Naomi Long is hardly alone in fearing Stormont will return only to collapse again.
“Given the fragility of relationships, not just between the parties but inside some parties, if we are going to have stable institutions the government now needs to engage seriously on the issue of reform,” the Alliance leader said on Tuesday.
While that may be true, a restored Stormont should be more stable than is widely realised. Significant reforms have already been delivered under the 2020 New Decade, New Approach deal. If one of the largest parties walks out of the executive, every other party remains in office for six months, rather than the previous one or two weeks. The Assembly remains in operation until an election is called, which in practice could be several years, able to pass laws that thwart or subvert a boycott. The potential of this is one reason why the DUP collapsed the Assembly in 2022, having initially said it would only collapse the Executive. There have also been reforms to the Assembly’s veto mechanism, the petition of concern.
The impact of these changes has never been tested because they were not enacted until February 2022, five days after the DUP’s first minister resigned. A month later, the Assembly had to be dissolved for a scheduled election.
Walking out of Stormont is now a different proposition. The next Assembly election is due in May 2027. Any party quitting the executive before then would be leaving everyone else to govern without it for six months, then legislate for further months or years.
Mid-2027 will take Stormont well beyond the next British and Irish general elections. It is enough time for Sinn Féin to get into office in Dublin and for unionists to get used to it – or for Sinn Féin to not get into office and get over it.
Labour should replace the Tories in Britain, begin the review of the UK-EU trade deal scheduled in 2025 and make two years of progress towards a softer Brexit, which could ultimately make the Windsor Framework redundant.
Three years is also ample time to heal the apparent 60/40 divide within the DUP over the deal to restore devolution. This division is as much about the tactical wisdom of returning to work as the constitutional principles at stake. Unless the deal unravels in an immediate fiasco, nerves should soon settle. Fears of a party split already appear overdone.
The DUP remains a hostage to sea border absurdities, such as an EU ban on amalgam tooth fillings reported two weeks ago. A steady stream of these stories is inevitable and guaranteed to raise unionist hackles. Windsor Framework difficulties are meant to be addressed by UK-EU committees, with Stormont input. It is a positive sign that this week’s deal follows months of negotiations and briefings between London, Brussels, the DUP and Sinn Féin. The deal delivers genuine improvements, including legal changes to the Windsor Framework proclaimed to be impossible. There were almost no leaks, until farcical leaking from a DUP meeting on Monday.
Sinn Féin will use the restoration of Stormont to talk about a united Ireland, as is its right. However, the party is distancing itself from calls for a Border poll this decade, despite a reference to “touching distance” by president Mary Lou McDonald, while Labour has said it will not discuss the terms for calling a poll. A constitutional high-wire act seems off the agenda for the medium term. Michelle O’Neill, Sinn Féin’s first minister in waiting, has been trying to avoid provocative republican rhetoric, with varied success. But grotesque lauding of the IRA will occur – it is fundamental to the party’s nature.
Perhaps the greatest threat to Stormont’s stability over the next few years is the daunting challenges it faces on health, education, social services and infrastructure, all largely caused by its own neglect. This week’s deal includes a £3.3 billion (€3.87 billion) lump sum, plus a new regional funding formula guaranteeing public spending per head will always be at least 24 per cent higher than in England. Perversely, this could unsettle Stormont by removing any plausible financial excuse for failure. Problems will far too clearly be due to incompetence and unwillingness to take difficult decisions.
Much of Stormont’s current dysfunction began with an unofficial Sinn Féin boycott from 2012. The party did not want to be embarrassed in the Republic over enacting UK-wide welfare reforms, so it blocked executive business for three years until the DUP finally threatened to walk out.
The greater policy challenges facing Stormont today and the larger significance of North-South politics make problems like this more likely. There is nothing in New Decade, New Approach to stop a party going on undeclared strike.
Sinn Féin wants to show it is fit for government in the Republic, without suggesting it will do anything unpopular. On the balance of that calculation, Northern Ireland’s future government rests.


Action item -
Set down every record below exactly as written, but leave out the pictures.

Available records -
○ ○ ○ ○
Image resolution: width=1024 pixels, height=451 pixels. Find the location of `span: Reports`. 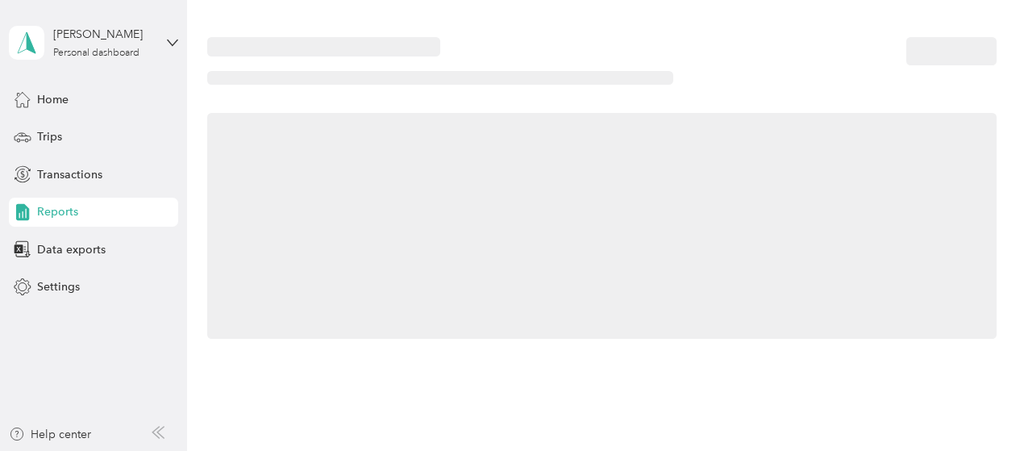

span: Reports is located at coordinates (57, 211).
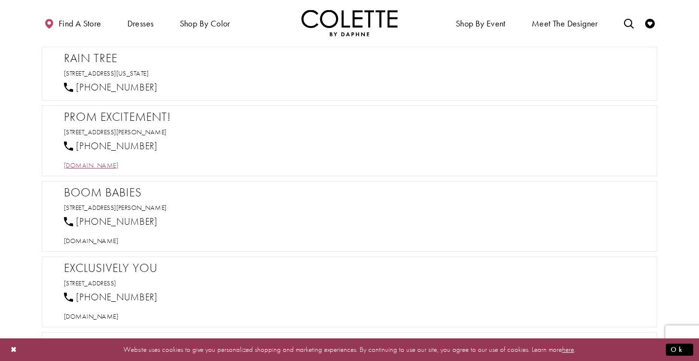  Describe the element at coordinates (354, 268) in the screenshot. I see `h2: Exclusively You` at that location.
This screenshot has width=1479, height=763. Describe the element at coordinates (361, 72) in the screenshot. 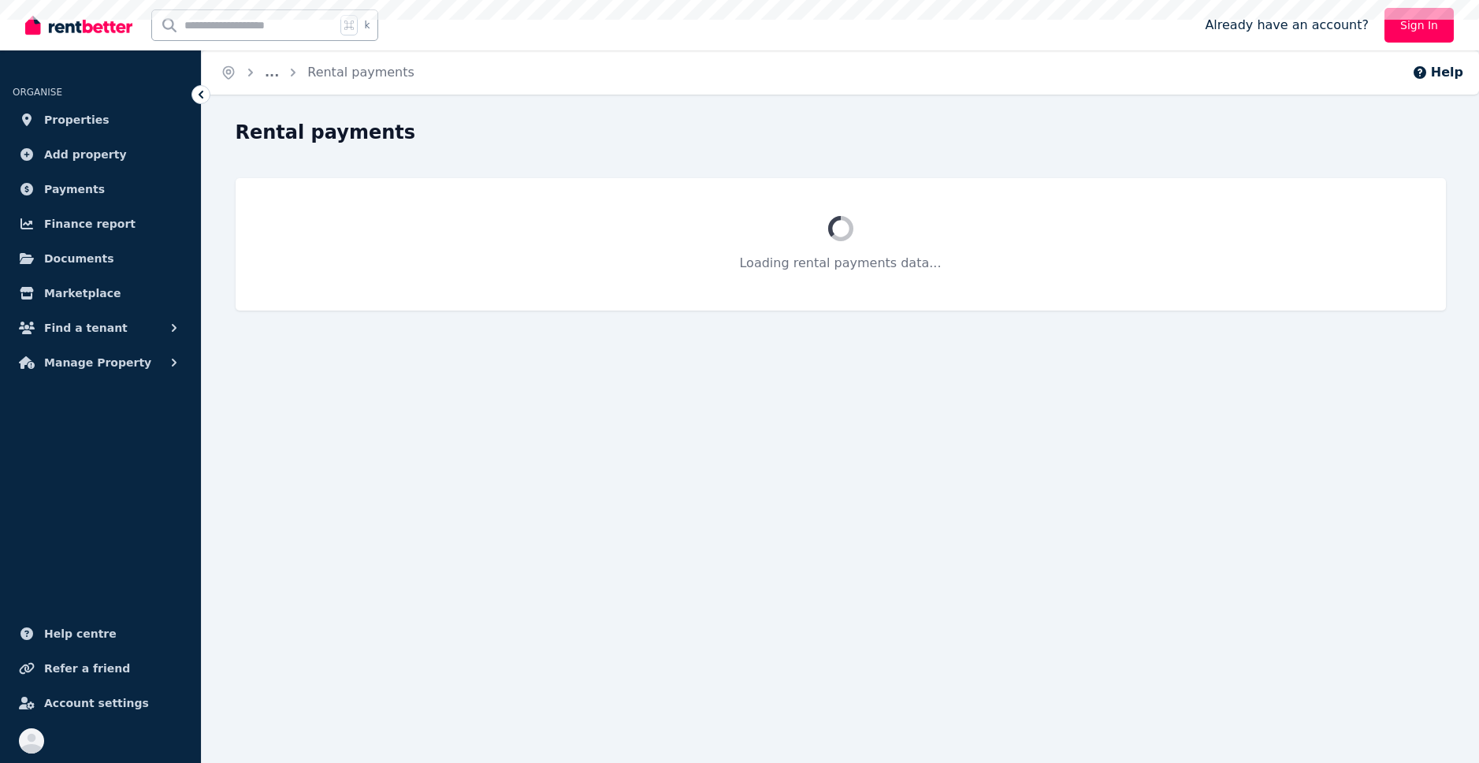

I see `a: Rental payments` at that location.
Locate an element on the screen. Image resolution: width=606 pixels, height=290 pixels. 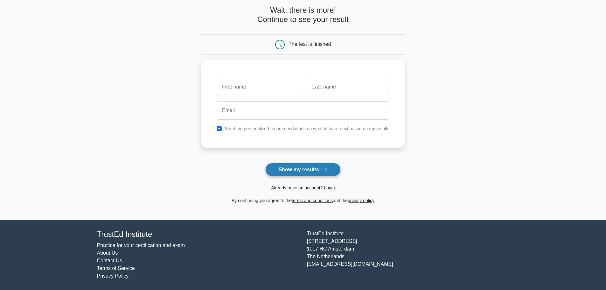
○ ○ ○ ○
Completed exercise -
Image resolution: width=1024 pixels, height=451 pixels. Find the location of `span: Reports`. 

span: Reports is located at coordinates (57, 211).
  Describe the element at coordinates (354, 268) in the screenshot. I see `h2: Exclusively You` at that location.
This screenshot has width=1479, height=763. Describe the element at coordinates (361, 72) in the screenshot. 

I see `a: Rental payments` at that location.
Locate an element on the screen. Image resolution: width=606 pixels, height=290 pixels. 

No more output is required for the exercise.